“You should be.” Their breath mingled as he spoke. The faintest hint of brandy wafted over her senses, more dangerously intoxicating than the actual spirits themselves.
“I—I should be what?” she managed, her voice thick even to her own ears. What had he been saying? What had they been talking about?
A slow, faintly mocking grin curled his hard lips up in that all-too-pleased, feral masculine grin. He was a man who knew the effect he was having on her. “Afraid.”
With that, his mouth covered hers.
And she was very much her mother’s daughter, for as he devoured her with his kiss, it was not fear or indignant outrage at this stranger who dared to embrace her that she felt, but a searing, gripping need.
There was an almost violence to the bold slash of his lips. He slanted his mouth over hers. Again and again. It was her first kiss. And as heat sang through her veins, she at last had an answer to why women threw away reputations and honor for fleeting moments of passion.
Verity gripped his shirtfront and drew herself closer. Heat poured from him, and she moaned against his mouth like the wanton she’d become. Or mayhap had always been.
He slipped his tongue past her parted lips, and Verity met each bold lash. He mated his mouth to hers, this man a stranger. This embrace forbidden. And mayhap it was the thrill of that wickedness. Or mayhap it was the fact that she was thirty and had never experienced, nor understood, the temptation of carnality. But she wanted this moment to stretch on. She wanted the desire battering at her senses to continue to drag her under.
He cupped her buttocks in his impossibly large hands, and drew her close. The feel of him—steel and heat burnt through her skirts, and moisture pooled between her legs, the desire to be closer still. Of their own volition, her hips rolled against him.

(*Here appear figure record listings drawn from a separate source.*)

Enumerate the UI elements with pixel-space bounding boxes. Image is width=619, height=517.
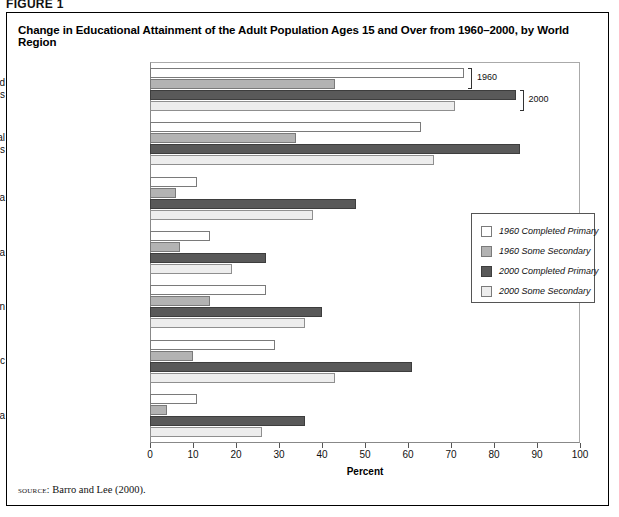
bar: [150, 188, 176, 198]
x-axis-tick-label: 30: [273, 449, 284, 460]
category-label: Middle East- North Africa: [0, 192, 5, 204]
legend-item: 1960 Completed Primary: [481, 221, 594, 241]
bar: [150, 68, 464, 78]
legend-item: 1960 Some Secondary: [481, 241, 594, 261]
x-axis-title: Percent: [150, 466, 580, 477]
source-text: Barro and Lee (2000).: [52, 484, 145, 495]
legend-label: 1960 Some Secondary: [499, 246, 591, 256]
bar: [150, 177, 197, 187]
x-axis-tick: [580, 443, 581, 448]
bar: [150, 90, 516, 100]
category-label: East Asia - Pacific: [0, 355, 5, 367]
figure-page: FIGURE 1 Change in Educational Attainmen…: [0, 0, 619, 517]
bar: [150, 210, 313, 220]
bar: [150, 340, 275, 350]
x-axis-tick-label: 40: [316, 449, 327, 460]
x-axis-tick: [451, 443, 452, 448]
bar: [150, 133, 296, 143]
source-note: source: Barro and Lee (2000).: [18, 484, 146, 495]
x-axis-tick-label: 50: [359, 449, 370, 460]
bar: [150, 351, 193, 361]
x-axis-tick-label: 10: [187, 449, 198, 460]
bar: [150, 242, 180, 252]
x-axis-tick: [236, 443, 237, 448]
bar: [150, 394, 197, 404]
bracket-label: 2000: [529, 94, 549, 104]
bar: [150, 79, 335, 89]
x-axis-tick: [408, 443, 409, 448]
category-label: Sub-Saharan Africa: [0, 247, 5, 259]
bar: [150, 101, 455, 111]
bar: [150, 416, 305, 426]
legend: 1960 Completed Primary1960 Some Secondar…: [471, 213, 595, 303]
bracket-label: 1960: [477, 72, 497, 82]
bar: [150, 296, 210, 306]
bar: [150, 199, 356, 209]
x-axis-tick: [150, 443, 151, 448]
bar: [150, 362, 412, 372]
legend-label: 1960 Completed Primary: [499, 226, 599, 236]
category-label: Transitional Countries: [0, 132, 5, 156]
legend-label: 2000 Completed Primary: [499, 266, 599, 276]
category-label: Latin America - Caribbean: [0, 301, 5, 313]
bar: [150, 155, 434, 165]
bracket-shape: [468, 68, 472, 89]
bar: [150, 373, 335, 383]
chart-title: Change in Educational Attainment of the …: [18, 24, 578, 48]
bar: [150, 405, 167, 415]
category-label: Advanced Countries: [0, 77, 5, 101]
legend-label: 2000 Some Secondary: [499, 286, 591, 296]
bar: [150, 318, 305, 328]
x-axis-tick: [494, 443, 495, 448]
x-axis-tick: [365, 443, 366, 448]
legend-item: 2000 Completed Primary: [481, 261, 594, 281]
bracket-shape: [520, 90, 524, 111]
legend-swatch: [481, 286, 492, 297]
bar: [150, 264, 232, 274]
source-prefix: source:: [18, 485, 50, 495]
legend-item: 2000 Some Secondary: [481, 281, 594, 301]
x-axis-tick-label: 60: [402, 449, 413, 460]
legend-swatch: [481, 246, 492, 257]
bar: [150, 231, 210, 241]
x-axis-tick: [537, 443, 538, 448]
x-axis-tick-label: 90: [531, 449, 542, 460]
x-axis: 0102030405060708090100: [150, 443, 580, 451]
figure-number-label: FIGURE 1: [6, 0, 64, 11]
legend-swatch: [481, 226, 492, 237]
bar: [150, 122, 421, 132]
x-axis-tick-label: 100: [572, 449, 589, 460]
legend-swatch: [481, 266, 492, 277]
x-axis-tick-label: 70: [445, 449, 456, 460]
bar: [150, 307, 322, 317]
x-axis-tick: [322, 443, 323, 448]
x-axis-tick: [193, 443, 194, 448]
x-axis-tick-label: 20: [230, 449, 241, 460]
bar: [150, 427, 262, 437]
x-axis-tick: [279, 443, 280, 448]
x-axis-tick-label: 0: [147, 449, 153, 460]
bar: [150, 144, 520, 154]
x-axis-tick-label: 80: [488, 449, 499, 460]
bar: [150, 253, 266, 263]
bar: [150, 285, 266, 295]
category-label: South Asia: [0, 410, 5, 422]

With a primitive growl, he plunged his tongue more violently, and she whimpered; her body bowed to that melding of fear and desire his embrace stoked.
And then he released her.
Her body sagged, even as she silently cried out at the sudden loss. Verity forced her eyes open, and struggled to push back the desire blanketing her senses. And ignore the agonizing ache at her center.
Oh, God.
What had he done? What hadshedone?
Verity took a lurching step forward, making a beeline for the door, but he caught her in a lazy grip. Looping an arm around her middle and anchoring her to him.
“Found your fear at last,” he breathed against her ear.
Little shivers raced along the small shell, trickling down the sensitive skin of her neck, and she resisted the reflexive breathless giggle. “You’ve prevented me from leaving and continue to do so.” Except he didn’t truly hold her captive with anything more than the loosest of holds.
“Is that what I did before, love? And here my chest bears the marks of your nails from where you gripped me.”
She gasped. Mortification chased away whatever maddening spell he’d woven. Verity spun out of his arms. “You are no gentleman, my lord.”
He smiled again. “Ah, given our recent familiarity, Malcom should suffice.”
Recent familiarity, indeed.
“You’d run off without gathering the information you sought about me ... unless”—he gave her a suggestive look—“thiswas the information you—”
Her outraged gasp drowned out the rest of that shameful charge. “You’re incorrigible.” Her weak insult merely earned another of those mocking smiles. “And here all I sought was information about you, my lord.”
“Malcom,” he dared.
“Malcom,” she ground out between clenched teeth.
His gaze worked over her. “All you sought was information?” he asked quietly.
The absolute lack of mockery and ice in those golden eyes gave her pause. Mayhap she’d reached him. She nodded slowly. “That is all.” For her. For her sister. For Bertha. For her employment atThe Londoner.
“You’ve your pencil ready?”
A pencil?It took a moment for that question to register, and when it did, along with what he offered, Verity sprang into action. He’d help her. She scrambled to retrieve a remnant of pencil she could still write with. “I do,” she said quickly, cursing the fact that she was without her journal. Glancing hurriedly about, she slid into a seat at his desk, and stared expectantly at Malcom North, the Earl of Maxwell.
“Society, Polite and otherwise, with their interest in me and my life, can go hang, Miss Lovelace.” He dropped his hands on his desk and leaned across the stretch of surface. His lip peeled back in a black snarl. “Write that on your paper. Now, lest you wish to see what I’m truly capable of, I suggest you leave,” he whispered. There was a beat of silence while she sat there, frozen, numbed by all the original terror she’d faced in this man’s presence. “Now,” he thundered.